The payout comprised a £500,000 bonus, £467,000 of "benefits in kind" as well as £500,000 of salary. David Newlands, who was made executive chairman after Greg Hutchings was ousted, saw his pay cut from £312,000 to £105,000. Mr Hutchings was forced out after revelations of boardroom excess at the engineering group.. Shares in the headhunter Whitehead Mann slumped 25 per cent yesterday after the company warned the downturn in the banking sector had taken its toll on its key executive search business. Publicity-shy, there are few photographs of Ms Mann and she does not give interviews. Her reputation in the industry, though, is unrivalled and recent successes include putting Clara Furse into the London Stock Exchange, Sir Christopher Bland into BT and finding Luc Vandevelde for Marks & Spencer.Whitehead Mann tried to play down her departure yesterday.
"In 1997, when the business floated less than five people accounted for 70 per cent of the revenue. Today 50 people account for 70 per cent of the revenue," Stephen Lawrence, the chief executive, said. "We're no longer dependant on one or two key individuals and Anna and her whole team account for less than 8 per cent of revenue."The company warned yesterday that operating profits, before exceptional items, for the year to 31 March would be "materially" below current market expectations. The stock closed down 27.5p at 82.5p.It expects sales to be in line with current forecasts of about £65.5m but profits are now expected to be more like £10m – some £2.5m lower than previous forecasts. Next year, it predicts sales will be flat.The company responded to the downturn by slashing its final dividend to 2.5p from 8p last year, producing a payout of 7p for the whole year down from 13.6p the year before. Revenue had remained "relatively stable" on a month-by-month basis.Whitehead Mann also announced it had sold its Munich arm to management for a nominal sum plus liabilities – leaving it with operations in London, New York, Paris and Hong Kong.. Independent News & Media, the parent company of The Independent and The Independent on Sunday, yesterday announced plans to strengthen its balance sheet through a €103m (£70m) rights issue and the sale for €88m of its British regional newspaper business.
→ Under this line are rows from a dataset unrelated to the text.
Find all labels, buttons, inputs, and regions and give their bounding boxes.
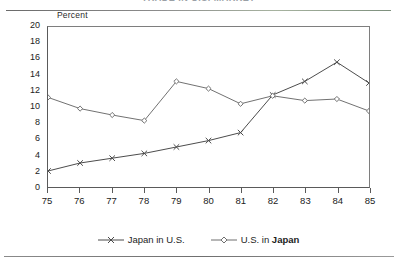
x-axis-tick-label: 81 [228, 196, 254, 206]
legend-item[interactable]: Japan in U.S. [98, 234, 185, 245]
y-axis-tick-label: 6 [18, 134, 40, 143]
data-point-marker [78, 106, 83, 111]
x-axis-tick-label: 77 [99, 196, 125, 206]
data-point-marker [238, 101, 243, 106]
y-axis-tick-label: 12 [18, 86, 40, 95]
x-axis-tick-mark [112, 188, 113, 193]
page-title-partial: TRADE IN U.S. MARKET [0, 0, 397, 3]
x-axis-tick-label: 83 [292, 196, 318, 206]
diamond-marker-icon [211, 235, 237, 245]
data-point-marker [334, 59, 340, 65]
legend-label: U.S. in Japan [241, 234, 300, 245]
x-marker-icon [98, 235, 124, 245]
x-axis-tick-label: 78 [131, 196, 157, 206]
x-axis-tick-label: 80 [196, 196, 222, 206]
x-axis-tick-mark [209, 188, 210, 193]
data-point-marker [366, 80, 369, 86]
series-u-s-in-japan [48, 79, 369, 123]
data-point-marker [48, 95, 51, 100]
x-axis-tick-mark [241, 188, 242, 193]
chart-figure: TRADE IN U.S. MARKET Percent 02468101214… [0, 0, 397, 266]
series-canvas [48, 27, 369, 187]
data-point-marker [110, 112, 115, 117]
legend-item[interactable]: U.S. in Japan [211, 234, 300, 245]
y-axis-tick-label: 18 [18, 37, 40, 46]
x-axis-tick-mark [338, 188, 339, 193]
y-axis-title: Percent [57, 10, 88, 20]
series-japan-in-u-s [48, 59, 369, 173]
y-axis-tick-label: 16 [18, 53, 40, 62]
data-point-marker [302, 98, 307, 103]
x-axis-tick-mark [305, 188, 306, 193]
x-axis-tick-mark [47, 188, 48, 193]
y-axis-tick-label: 14 [18, 70, 40, 79]
y-axis-tick-label: 4 [18, 151, 40, 160]
data-point-marker [366, 108, 369, 113]
x-axis-tick-mark [144, 188, 145, 193]
y-axis-tick-label: 0 [18, 183, 40, 192]
y-axis-tick-label: 8 [18, 118, 40, 127]
x-axis-tick-label: 75 [34, 196, 60, 206]
x-axis-tick-label: 85 [357, 196, 383, 206]
x-axis-tick-mark [176, 188, 177, 193]
x-axis-tick-label: 82 [260, 196, 286, 206]
y-axis-tick-label: 2 [18, 167, 40, 176]
data-point-marker [206, 86, 211, 91]
data-point-marker [302, 79, 308, 85]
data-point-marker [334, 96, 339, 101]
x-axis-tick-label: 84 [325, 196, 351, 206]
x-axis-tick-mark [370, 188, 371, 193]
legend-label: Japan in U.S. [128, 234, 185, 245]
y-axis-tick-label: 20 [18, 21, 40, 30]
x-axis-tick-mark [79, 188, 80, 193]
chart-legend: Japan in U.S.U.S. in Japan [0, 234, 397, 245]
x-axis-tick-label: 76 [66, 196, 92, 206]
x-axis-tick-mark [273, 188, 274, 193]
x-axis-tick-label: 79 [163, 196, 189, 206]
plot-area [47, 26, 370, 188]
y-axis-tick-label: 10 [18, 102, 40, 111]
horizontal-rule-bottom [4, 256, 394, 257]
Together with the €65m received in November last year from the disposal of convertible notes in APN, the group's Australian offshoot, the combined effect will be to raise €256m of new funding to help with future development.Ivan Fallon, the chief executive of Independent News & Media (UK), said the fundraising was part of an ongoing programme of debt reduction after heavy spending on expansion in recent years. The effect would be to return the group to investment grade, enabling it to refinance at lower cost. Mr Fallon said the regional titles, although profitable, had reached something of a dead end in a consolidating market and it therefore made sense to take advantage of Gannett's "premium offer".The group remained wholly committed to its two national titles in Britain, which were flagship products for the group and "central to what we are trying to achieve as a company".The two titles are a core source of quality editorial for the company's newspapers around the world. For instance, The Independent's recent supplement on the war in Iraq was reproduced in titles as far flung as Dublin and New Zealand, South Africa and Australia.Mr Fallon said that the outlook for The Independent and its Sunday stablemate was better than it had been for a long time, with a rising share of circulation and advertising in the British broadsheet market.The rights issue accompanied annual results which showed continued progress in local currency terms across all the group's operations. The southern hemisphere, unaffected by war against Iraq, remained particularly strong.Sir Anthony O'Reilly, the executive chairman of Independent News & Media, said the various capital raising initiatives would provide "a greatly fortified capital structure" for the group, which expects to show "a meaningful improvement for 2003". Sir Anthony has pledged to take up his full entitlement in the rights issue in respect of his 26.7 per cent holding in the company.Group operating profits for last year before exceptional items rose from €219.9m to €223.2m.
The company is taking an asset impairment charge of €82.5m on its 50 per cent interest in the Irish cable operator Chorus. In common with other cable operators, the assets are being written down to nothing.. Cambridge Antibody Technology's attempt to take over its biotech sectormate, Oxford GlycoSciences, was holed below the waterline yesterday, when CAT said its own future royalty revenues may fall well below expectations. Analysts said that made it impossible for CAT to improve its all-share offer for OGS to trump a rival bid from Celltech.OGS maintained its opposition to the £101m cash offer from Celltech, saying three more companies had indicated they may be interested in bidding.Abbott wants to cut the royalties it pays on drugs developed using CAT's "phage display" technology, which identifies antibodies in the human immune system that can be copied to treat disease. It says their collaboration, signed in 1993, allows it to reduce the royalty rate paid to CAT if it has also needed to license intellectual property from elsewhere to develop the drugs.Peter Chambr?CAT's chief executive, disagreed. "Our interpretation is that this change should only be made if they have had to take other phage display licenses, which they haven't. Abbott are seeking to draw into the net other licences they have taken that relate to drug targets and the antibody manufacturing process."The dispute immediately threatens royalties from Humira, a rheumatoid arthritis drug launched in January and which Abbott believes could have annual sales of more than $1bn (£640m).